Is Lazaro’s life worth a tall latte?

As a “Re-Purposed Journalist” I came to rely on that mid-morning, double-tall, non-fat latte every day of the week. It gave me the kick I needed. My local Starbucks charges $3.24 (tax included) for 8 ounces of ground espresso and steamed milk. A tall latte is something most of us in Seattle take for granted. You buy one a day it’ll run you $842.40 a year. However, if you cut your habit down to just two a week, you’ll save more than enough to sponsor a child like Lazaro for one year.

So that’s what I’ve decided to do.

I want my creature comforts as much as the next guy but when I think about how a little sacrifice makes a big difference. Well, that’s something I can swallow.

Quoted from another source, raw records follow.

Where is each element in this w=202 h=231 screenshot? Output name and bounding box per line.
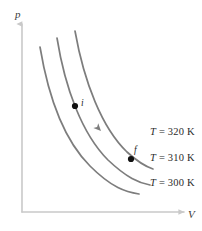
volume-axis-label: V [188,208,195,220]
isotherm-310k-value: = 310 K [159,152,195,163]
isotherm-320k-symbol: T [150,126,156,137]
isotherm-300k-label: T = 300 K [150,177,195,188]
diagram-canvas [0,0,202,231]
state-points-group [72,103,134,162]
isotherm-310k-label: T = 310 K [150,152,195,163]
isotherm-310k-symbol: T [150,152,156,163]
point-f-marker [128,156,134,162]
isotherm-300k-symbol: T [150,177,156,188]
process-direction-arrow [93,123,103,133]
pv-diagram-figure: p V T = 320 K T = 310 K T = 300 K i f [0,0,202,231]
isotherm-310k-curve [57,38,150,185]
point-i-label: i [81,98,84,108]
isotherm-320k-value: = 320 K [159,126,195,137]
pressure-axis-label: p [15,8,21,20]
isotherm-300k-value: = 300 K [159,177,195,188]
point-i-marker [72,103,78,109]
isotherm-320k-curve [75,31,153,169]
isotherm-300k-curve [40,47,139,194]
point-f-label: f [134,145,137,155]
isotherm-curves-group [40,31,153,194]
isotherm-320k-label: T = 320 K [150,126,195,137]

Lazaro lives on a hilltop. The view is breathtaking. 

The Great Rift Valley
Kenya

I live in Seattle where a view like this would cost you millions. But Lazaro and his family look at the Great Rift Valley from a thatched hut with mud floors. So maybe here is a good place to help, and maybe find out just how much one child’s life is worth.

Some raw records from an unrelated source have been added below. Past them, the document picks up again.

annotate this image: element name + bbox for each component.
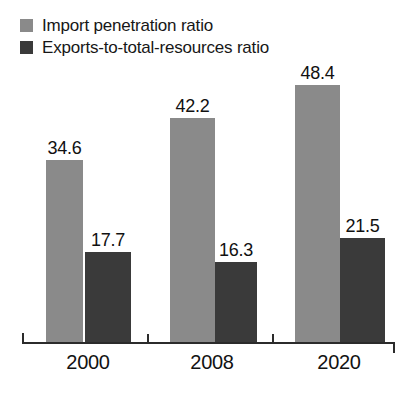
x-axis-line [22, 342, 395, 344]
x-axis-start-cap [22, 333, 24, 343]
x-axis-end-cap [393, 343, 395, 353]
plot-area: 34.6 17.7 42.2 16.3 48.4 21.5 [0, 0, 404, 393]
bar-value-label: 21.5 [346, 217, 380, 235]
bar-value-label: 34.6 [48, 139, 82, 157]
bar-2008-import-penetration-ratio: 42.2 [170, 118, 215, 343]
bar-value-label: 48.4 [301, 64, 335, 82]
bar-2000-import-penetration-ratio: 34.6 [46, 160, 83, 343]
x-axis-tick-1 [147, 334, 149, 343]
bar-value-label: 16.3 [219, 241, 253, 259]
bar-2008-exports-to-total-resources-ratio: 16.3 [215, 262, 257, 343]
x-axis-tick-2 [272, 334, 274, 343]
bar-value-label: 42.2 [176, 97, 210, 115]
bar-2020-exports-to-total-resources-ratio: 21.5 [340, 238, 385, 343]
x-axis-label-2000: 2000 [66, 352, 109, 372]
grouped-bar-chart: Import penetration ratio Exports-to-tota… [0, 0, 404, 393]
bar-2020-import-penetration-ratio: 48.4 [295, 85, 340, 343]
x-axis-label-2008: 2008 [190, 352, 233, 372]
bar-value-label: 17.7 [91, 231, 125, 249]
bar-2000-exports-to-total-resources-ratio: 17.7 [85, 252, 131, 343]
x-axis-label-2020: 2020 [317, 352, 360, 372]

Two tall lattes a week? Sure.

http://www.worldvision.org/

Kari Costanza
On Assignment – Kenya

Kari Costanza’s Tips for the Re-purposed Journalist

1. It’s not about you.

2. Don’t do it if you don’t truly like people

3. Be prepared for a joy and a pain that you could never imagine when you were studying to become a journalist in school.

After graduating from the University of Washington, Kari held a job as news producer at KIRO 7 TV and at several stations on the East Coast. As a producer, Costanza says, “I shaped and wrote much of the newscast. I worked with anchors, reporters, photographers and production staff to condense the news of the day into a 30 minute broadcast.”

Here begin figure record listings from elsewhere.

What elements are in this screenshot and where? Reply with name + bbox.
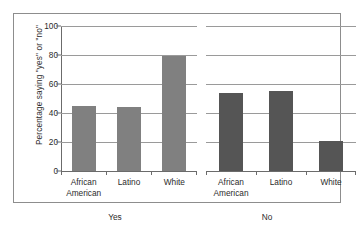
cat-label-yes-african-american: African American bbox=[61, 177, 106, 198]
bar-no-white[interactable] bbox=[319, 141, 343, 171]
panel-no-bars bbox=[206, 26, 356, 171]
bar-slot-yes-latino bbox=[106, 26, 151, 171]
panel-no: African American Latino White bbox=[206, 26, 356, 171]
y-tick-label-80: 80 bbox=[34, 50, 58, 60]
group-label-no: No bbox=[192, 212, 342, 222]
panel-yes-category-labels: African American Latino White bbox=[61, 177, 197, 198]
cat-label-yes-african-american-line2: American bbox=[61, 188, 106, 199]
group-label-yes: Yes bbox=[47, 212, 183, 222]
plot-frame: Percentage saying "yes" or "no" 100 80 6… bbox=[13, 13, 341, 203]
panel-no-baseline bbox=[206, 171, 356, 172]
cat-label-no-latino: Latino bbox=[256, 177, 306, 198]
bar-slot-yes-african-american bbox=[61, 26, 106, 171]
panel-yes-basetick-2 bbox=[151, 171, 152, 175]
y-tick-label-60: 60 bbox=[34, 79, 58, 89]
cat-label-yes-white: White bbox=[152, 177, 197, 198]
cat-label-no-african-american-line1: African bbox=[206, 177, 256, 188]
panel-yes-basetick-0 bbox=[61, 171, 62, 175]
cat-label-no-white-line1: White bbox=[306, 177, 356, 188]
bar-yes-white[interactable] bbox=[162, 56, 186, 171]
plot-area: African American Latino White bbox=[61, 26, 337, 171]
panel-no-basetick-1 bbox=[256, 171, 257, 175]
panel-yes-baseline bbox=[61, 171, 197, 172]
y-tick-label-20: 20 bbox=[34, 137, 58, 147]
bar-slot-no-white bbox=[306, 26, 356, 171]
bar-yes-african-american[interactable] bbox=[72, 106, 96, 171]
bar-no-african-american[interactable] bbox=[219, 93, 243, 171]
y-tick-label-40: 40 bbox=[34, 108, 58, 118]
panel-no-basetick-2 bbox=[306, 171, 307, 175]
panel-no-basetick-0 bbox=[206, 171, 207, 175]
cat-label-no-african-american: African American bbox=[206, 177, 256, 198]
y-tick-label-0: 0 bbox=[34, 166, 58, 176]
cat-label-yes-latino-line1: Latino bbox=[106, 177, 151, 188]
bar-slot-yes-white bbox=[152, 26, 197, 171]
bar-yes-latino[interactable] bbox=[117, 107, 141, 171]
y-axis-tick-labels: 100 80 60 40 20 0 bbox=[32, 14, 58, 202]
bar-slot-no-latino bbox=[256, 26, 306, 171]
cat-label-no-white: White bbox=[306, 177, 356, 198]
cat-label-no-african-american-line2: American bbox=[206, 188, 256, 199]
cat-label-no-latino-line1: Latino bbox=[256, 177, 306, 188]
panel-yes: African American Latino White bbox=[61, 26, 197, 171]
cat-label-yes-african-american-line1: African bbox=[61, 177, 106, 188]
cat-label-yes-white-line1: White bbox=[152, 177, 197, 188]
panel-yes-basetick-3 bbox=[196, 171, 197, 175]
bar-no-latino[interactable] bbox=[269, 91, 293, 171]
panel-no-category-labels: African American Latino White bbox=[206, 177, 356, 198]
bar-slot-no-african-american bbox=[206, 26, 256, 171]
panel-yes-bars bbox=[61, 26, 197, 171]
y-tick-label-100: 100 bbox=[34, 21, 58, 31]
panel-yes-basetick-1 bbox=[106, 171, 107, 175]
cat-label-yes-latino: Latino bbox=[106, 177, 151, 198]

Costanza met that daily deadline for ten years. Then one day she remembers a KIRO 7 TV colleague, Tony Ventrella walking by her newsroom desk and whispering, “You’re not happy. You need to make a change.”  The words haunted her because they rang true.

It was spring, 1995.

Then her mother cut out a news article in her hometown paper, the  Tacoma News Tribune about how a Christian non-profit called World Vision was moving from Southern California to Federal Way. In June she was hired.

She has never looked back.

In the first five years after joining the World Vision video department, Kari produced 300 videos. She became Managing Editor of World Vision Magazine in 2000. In 2010, World Vision International asked her to be Global Editor. Today, Kari Costanza is Editor of Special Projects and Content Curation. In 17 years with World Vision, Kari Costanza has been to 40 countries.

Kari Costanza 
in Turkana, Kenya

“The hardest part is when you care about people and they die, ” says Costanza. “We did this story in Rwanda in August. We’d heard that 10 people had died in a refugee camp.”  As always, Costanza wanted to personalize the story. At a hospital near the camp, she met a woman named Solange who had lost a daughter since moving to the camp from the Congo. She and NPPA Photographer of the Year Lisa Berglund produced a video of Solange and her baby, Esther when they came back from Africa. “But then, after we left Rwanda, we found out that Esther died. We mourned. I just went into my cubicle and cried,” says Costanza.

“That doesn’t happen in TV news.”

On Thursday, September 20th, at 1pm (Pacific) Kari will join World Vision award-winning photographer Jon Warren for a presentation at Seattle Center as part of the Center’s “The Next Fifty” Celebration called “Approaching The Story.”